→ EXERCISE BRIEF: Set down all of the data again, character for character.

[[ MATERIAL SUPPLIED open ]]

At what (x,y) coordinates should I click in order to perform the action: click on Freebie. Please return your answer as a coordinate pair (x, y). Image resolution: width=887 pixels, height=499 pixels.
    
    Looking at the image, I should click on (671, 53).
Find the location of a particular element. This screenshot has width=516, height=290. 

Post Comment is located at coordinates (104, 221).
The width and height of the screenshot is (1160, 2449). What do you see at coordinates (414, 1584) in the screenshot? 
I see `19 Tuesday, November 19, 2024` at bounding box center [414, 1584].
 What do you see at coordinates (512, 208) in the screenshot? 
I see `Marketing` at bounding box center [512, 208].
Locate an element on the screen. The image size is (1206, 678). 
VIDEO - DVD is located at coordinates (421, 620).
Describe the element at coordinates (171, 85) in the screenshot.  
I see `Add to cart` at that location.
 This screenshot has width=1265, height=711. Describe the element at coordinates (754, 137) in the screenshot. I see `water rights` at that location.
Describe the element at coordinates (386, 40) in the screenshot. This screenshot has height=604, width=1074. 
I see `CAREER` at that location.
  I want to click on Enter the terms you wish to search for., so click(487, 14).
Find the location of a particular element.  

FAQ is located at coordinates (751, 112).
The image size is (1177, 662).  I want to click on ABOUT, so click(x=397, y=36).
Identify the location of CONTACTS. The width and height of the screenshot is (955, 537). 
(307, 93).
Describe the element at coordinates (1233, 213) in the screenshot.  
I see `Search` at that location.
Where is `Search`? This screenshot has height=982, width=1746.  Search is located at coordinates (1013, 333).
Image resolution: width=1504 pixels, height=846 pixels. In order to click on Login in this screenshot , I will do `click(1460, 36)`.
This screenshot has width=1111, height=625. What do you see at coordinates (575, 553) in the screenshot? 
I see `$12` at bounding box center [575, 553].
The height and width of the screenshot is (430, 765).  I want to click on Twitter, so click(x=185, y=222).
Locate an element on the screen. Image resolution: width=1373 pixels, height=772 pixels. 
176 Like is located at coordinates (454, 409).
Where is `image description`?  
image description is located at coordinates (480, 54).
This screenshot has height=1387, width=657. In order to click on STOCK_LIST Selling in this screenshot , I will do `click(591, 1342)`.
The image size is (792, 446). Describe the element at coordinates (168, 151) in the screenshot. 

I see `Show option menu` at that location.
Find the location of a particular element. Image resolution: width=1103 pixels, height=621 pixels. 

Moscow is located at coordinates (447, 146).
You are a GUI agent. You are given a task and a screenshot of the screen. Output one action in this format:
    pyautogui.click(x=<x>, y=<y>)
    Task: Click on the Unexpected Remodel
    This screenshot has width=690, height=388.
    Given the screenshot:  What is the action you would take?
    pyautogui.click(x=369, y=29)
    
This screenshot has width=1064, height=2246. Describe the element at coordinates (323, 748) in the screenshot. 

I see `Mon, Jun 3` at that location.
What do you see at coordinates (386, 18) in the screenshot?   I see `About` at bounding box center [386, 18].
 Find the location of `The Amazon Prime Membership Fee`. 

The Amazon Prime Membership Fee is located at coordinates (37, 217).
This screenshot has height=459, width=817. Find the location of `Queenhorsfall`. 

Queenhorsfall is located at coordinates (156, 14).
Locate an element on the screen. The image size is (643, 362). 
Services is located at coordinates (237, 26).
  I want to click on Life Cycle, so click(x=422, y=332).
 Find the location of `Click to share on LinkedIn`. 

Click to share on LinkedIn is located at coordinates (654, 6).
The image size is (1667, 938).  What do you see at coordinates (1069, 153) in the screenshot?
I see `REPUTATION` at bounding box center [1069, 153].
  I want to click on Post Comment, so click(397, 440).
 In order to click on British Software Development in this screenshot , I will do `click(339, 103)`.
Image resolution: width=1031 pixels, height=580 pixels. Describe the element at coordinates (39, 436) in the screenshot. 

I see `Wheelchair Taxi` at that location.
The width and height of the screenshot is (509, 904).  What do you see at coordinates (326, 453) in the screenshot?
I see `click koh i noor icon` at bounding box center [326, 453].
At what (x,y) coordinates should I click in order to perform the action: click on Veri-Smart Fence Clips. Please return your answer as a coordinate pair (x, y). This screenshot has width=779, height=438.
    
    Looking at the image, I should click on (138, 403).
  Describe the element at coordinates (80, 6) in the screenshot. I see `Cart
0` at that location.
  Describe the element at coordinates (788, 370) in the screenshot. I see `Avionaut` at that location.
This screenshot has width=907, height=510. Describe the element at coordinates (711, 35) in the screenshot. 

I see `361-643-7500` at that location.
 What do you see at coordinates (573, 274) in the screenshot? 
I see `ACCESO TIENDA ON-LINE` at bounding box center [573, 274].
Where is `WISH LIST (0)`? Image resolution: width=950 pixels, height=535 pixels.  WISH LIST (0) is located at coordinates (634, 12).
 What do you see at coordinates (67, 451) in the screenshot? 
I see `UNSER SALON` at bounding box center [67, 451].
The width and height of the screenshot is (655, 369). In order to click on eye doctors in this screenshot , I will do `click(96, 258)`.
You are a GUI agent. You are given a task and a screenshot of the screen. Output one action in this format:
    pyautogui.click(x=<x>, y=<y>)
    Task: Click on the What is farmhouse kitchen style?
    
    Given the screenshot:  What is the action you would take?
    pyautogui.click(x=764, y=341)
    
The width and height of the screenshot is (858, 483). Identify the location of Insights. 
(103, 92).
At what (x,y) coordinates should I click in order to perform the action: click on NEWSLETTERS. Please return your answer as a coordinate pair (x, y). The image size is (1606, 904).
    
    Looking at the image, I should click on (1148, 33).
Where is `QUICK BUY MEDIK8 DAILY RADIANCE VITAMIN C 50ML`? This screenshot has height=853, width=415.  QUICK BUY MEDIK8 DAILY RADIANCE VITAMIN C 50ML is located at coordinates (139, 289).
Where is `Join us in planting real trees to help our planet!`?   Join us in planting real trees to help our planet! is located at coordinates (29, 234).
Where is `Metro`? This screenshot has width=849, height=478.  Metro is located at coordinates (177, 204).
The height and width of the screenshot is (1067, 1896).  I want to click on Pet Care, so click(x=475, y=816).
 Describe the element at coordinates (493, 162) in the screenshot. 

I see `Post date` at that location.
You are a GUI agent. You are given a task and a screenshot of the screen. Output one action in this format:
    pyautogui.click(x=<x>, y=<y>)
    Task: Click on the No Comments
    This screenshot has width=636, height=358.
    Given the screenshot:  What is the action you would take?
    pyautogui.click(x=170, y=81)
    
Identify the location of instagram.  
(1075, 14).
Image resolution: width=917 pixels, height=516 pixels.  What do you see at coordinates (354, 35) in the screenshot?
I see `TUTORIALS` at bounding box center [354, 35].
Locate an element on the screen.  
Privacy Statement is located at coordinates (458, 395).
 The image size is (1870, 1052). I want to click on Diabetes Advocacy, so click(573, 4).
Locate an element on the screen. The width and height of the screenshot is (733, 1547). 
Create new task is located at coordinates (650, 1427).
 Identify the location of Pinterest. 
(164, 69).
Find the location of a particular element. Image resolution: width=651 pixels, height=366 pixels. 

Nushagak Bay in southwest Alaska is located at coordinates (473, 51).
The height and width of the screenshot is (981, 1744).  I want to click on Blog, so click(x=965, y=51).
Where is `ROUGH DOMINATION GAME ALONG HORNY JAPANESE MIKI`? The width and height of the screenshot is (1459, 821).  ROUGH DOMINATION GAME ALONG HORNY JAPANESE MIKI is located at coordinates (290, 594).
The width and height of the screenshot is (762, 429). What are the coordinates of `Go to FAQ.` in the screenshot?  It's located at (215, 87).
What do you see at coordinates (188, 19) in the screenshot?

[[ MATERIAL SUPPLIED closed ]]

→ TASK OUTPUT:
At what (x,y) coordinates should I click in order to perform the action: click on Freebie. Please return your answer as a coordinate pair (x, y). Image resolution: width=887 pixels, height=499 pixels.
    
    Looking at the image, I should click on (671, 53).
Find the location of a particular element. This screenshot has width=516, height=290. 

Post Comment is located at coordinates (104, 221).
The width and height of the screenshot is (1160, 2449). What do you see at coordinates (414, 1584) in the screenshot? 
I see `19 Tuesday, November 19, 2024` at bounding box center [414, 1584].
 What do you see at coordinates (512, 208) in the screenshot? 
I see `Marketing` at bounding box center [512, 208].
Locate an element on the screen. The image size is (1206, 678). 
VIDEO - DVD is located at coordinates (421, 620).
Describe the element at coordinates (171, 85) in the screenshot.  
I see `Add to cart` at that location.
 This screenshot has width=1265, height=711. Describe the element at coordinates (754, 137) in the screenshot. I see `water rights` at that location.
Describe the element at coordinates (386, 40) in the screenshot. This screenshot has height=604, width=1074. 
I see `CAREER` at that location.
  I want to click on Enter the terms you wish to search for., so click(487, 14).
Find the location of a particular element.  

FAQ is located at coordinates (751, 112).
The image size is (1177, 662).  I want to click on ABOUT, so click(x=397, y=36).
Identify the location of CONTACTS. The width and height of the screenshot is (955, 537). 
(307, 93).
Describe the element at coordinates (1233, 213) in the screenshot.  
I see `Search` at that location.
Where is `Search`? This screenshot has height=982, width=1746.  Search is located at coordinates (1013, 333).
Image resolution: width=1504 pixels, height=846 pixels. In order to click on Login in this screenshot , I will do `click(1460, 36)`.
This screenshot has width=1111, height=625. What do you see at coordinates (575, 553) in the screenshot? 
I see `$12` at bounding box center [575, 553].
The height and width of the screenshot is (430, 765).  I want to click on Twitter, so click(x=185, y=222).
Locate an element on the screen. Image resolution: width=1373 pixels, height=772 pixels. 
176 Like is located at coordinates (454, 409).
Where is `image description`?  
image description is located at coordinates (480, 54).
This screenshot has height=1387, width=657. In order to click on STOCK_LIST Selling in this screenshot , I will do `click(591, 1342)`.
The image size is (792, 446). Describe the element at coordinates (168, 151) in the screenshot. 

I see `Show option menu` at that location.
Find the location of a particular element. Image resolution: width=1103 pixels, height=621 pixels. 

Moscow is located at coordinates (447, 146).
You are a GUI agent. You are given a task and a screenshot of the screen. Output one action in this format:
    pyautogui.click(x=<x>, y=<y>)
    Task: Click on the Unexpected Remodel
    This screenshot has width=690, height=388.
    Given the screenshot:  What is the action you would take?
    pyautogui.click(x=369, y=29)
    
This screenshot has width=1064, height=2246. Describe the element at coordinates (323, 748) in the screenshot. 

I see `Mon, Jun 3` at that location.
What do you see at coordinates (386, 18) in the screenshot?   I see `About` at bounding box center [386, 18].
 Find the location of `The Amazon Prime Membership Fee`. 

The Amazon Prime Membership Fee is located at coordinates (37, 217).
This screenshot has height=459, width=817. Find the location of `Queenhorsfall`. 

Queenhorsfall is located at coordinates (156, 14).
Locate an element on the screen. The image size is (643, 362). 
Services is located at coordinates (237, 26).
  I want to click on Life Cycle, so click(x=422, y=332).
 Find the location of `Click to share on LinkedIn`. 

Click to share on LinkedIn is located at coordinates (654, 6).
The image size is (1667, 938).  What do you see at coordinates (1069, 153) in the screenshot?
I see `REPUTATION` at bounding box center [1069, 153].
  I want to click on Post Comment, so click(397, 440).
 In order to click on British Software Development in this screenshot , I will do `click(339, 103)`.
Image resolution: width=1031 pixels, height=580 pixels. Describe the element at coordinates (39, 436) in the screenshot. 

I see `Wheelchair Taxi` at that location.
The width and height of the screenshot is (509, 904).  What do you see at coordinates (326, 453) in the screenshot?
I see `click koh i noor icon` at bounding box center [326, 453].
At what (x,y) coordinates should I click in order to perform the action: click on Veri-Smart Fence Clips. Please return your answer as a coordinate pair (x, y). This screenshot has width=779, height=438.
    
    Looking at the image, I should click on (138, 403).
  Describe the element at coordinates (80, 6) in the screenshot. I see `Cart
0` at that location.
  Describe the element at coordinates (788, 370) in the screenshot. I see `Avionaut` at that location.
This screenshot has width=907, height=510. Describe the element at coordinates (711, 35) in the screenshot. 

I see `361-643-7500` at that location.
 What do you see at coordinates (573, 274) in the screenshot? 
I see `ACCESO TIENDA ON-LINE` at bounding box center [573, 274].
Where is `WISH LIST (0)`? Image resolution: width=950 pixels, height=535 pixels.  WISH LIST (0) is located at coordinates (634, 12).
 What do you see at coordinates (67, 451) in the screenshot? 
I see `UNSER SALON` at bounding box center [67, 451].
The width and height of the screenshot is (655, 369). In order to click on eye doctors in this screenshot , I will do `click(96, 258)`.
You are a GUI agent. You are given a task and a screenshot of the screen. Output one action in this format:
    pyautogui.click(x=<x>, y=<y>)
    Task: Click on the What is farmhouse kitchen style?
    
    Given the screenshot:  What is the action you would take?
    pyautogui.click(x=764, y=341)
    
The width and height of the screenshot is (858, 483). Identify the location of Insights. 
(103, 92).
At what (x,y) coordinates should I click in order to perform the action: click on NEWSLETTERS. Please return your answer as a coordinate pair (x, y). The image size is (1606, 904).
    
    Looking at the image, I should click on (1148, 33).
Where is `QUICK BUY MEDIK8 DAILY RADIANCE VITAMIN C 50ML`? This screenshot has height=853, width=415.  QUICK BUY MEDIK8 DAILY RADIANCE VITAMIN C 50ML is located at coordinates (139, 289).
Where is `Join us in planting real trees to help our planet!`?   Join us in planting real trees to help our planet! is located at coordinates (29, 234).
Where is `Metro`? This screenshot has width=849, height=478.  Metro is located at coordinates (177, 204).
The height and width of the screenshot is (1067, 1896).  I want to click on Pet Care, so click(x=475, y=816).
 Describe the element at coordinates (493, 162) in the screenshot. 

I see `Post date` at that location.
You are a GUI agent. You are given a task and a screenshot of the screen. Output one action in this format:
    pyautogui.click(x=<x>, y=<y>)
    Task: Click on the No Comments
    This screenshot has width=636, height=358.
    Given the screenshot:  What is the action you would take?
    pyautogui.click(x=170, y=81)
    
Identify the location of instagram.  
(1075, 14).
Image resolution: width=917 pixels, height=516 pixels.  What do you see at coordinates (354, 35) in the screenshot?
I see `TUTORIALS` at bounding box center [354, 35].
Locate an element on the screen.  
Privacy Statement is located at coordinates (458, 395).
 The image size is (1870, 1052). I want to click on Diabetes Advocacy, so click(573, 4).
Locate an element on the screen. The width and height of the screenshot is (733, 1547). 
Create new task is located at coordinates (650, 1427).
 Identify the location of Pinterest. 
(164, 69).
Find the location of a particular element. Image resolution: width=651 pixels, height=366 pixels. 

Nushagak Bay in southwest Alaska is located at coordinates (473, 51).
The height and width of the screenshot is (981, 1744).  I want to click on Blog, so click(x=965, y=51).
Where is `ROUGH DOMINATION GAME ALONG HORNY JAPANESE MIKI`? The width and height of the screenshot is (1459, 821).  ROUGH DOMINATION GAME ALONG HORNY JAPANESE MIKI is located at coordinates (290, 594).
The width and height of the screenshot is (762, 429). What are the coordinates of `Go to FAQ.` in the screenshot?  It's located at (215, 87).
What do you see at coordinates (188, 19) in the screenshot?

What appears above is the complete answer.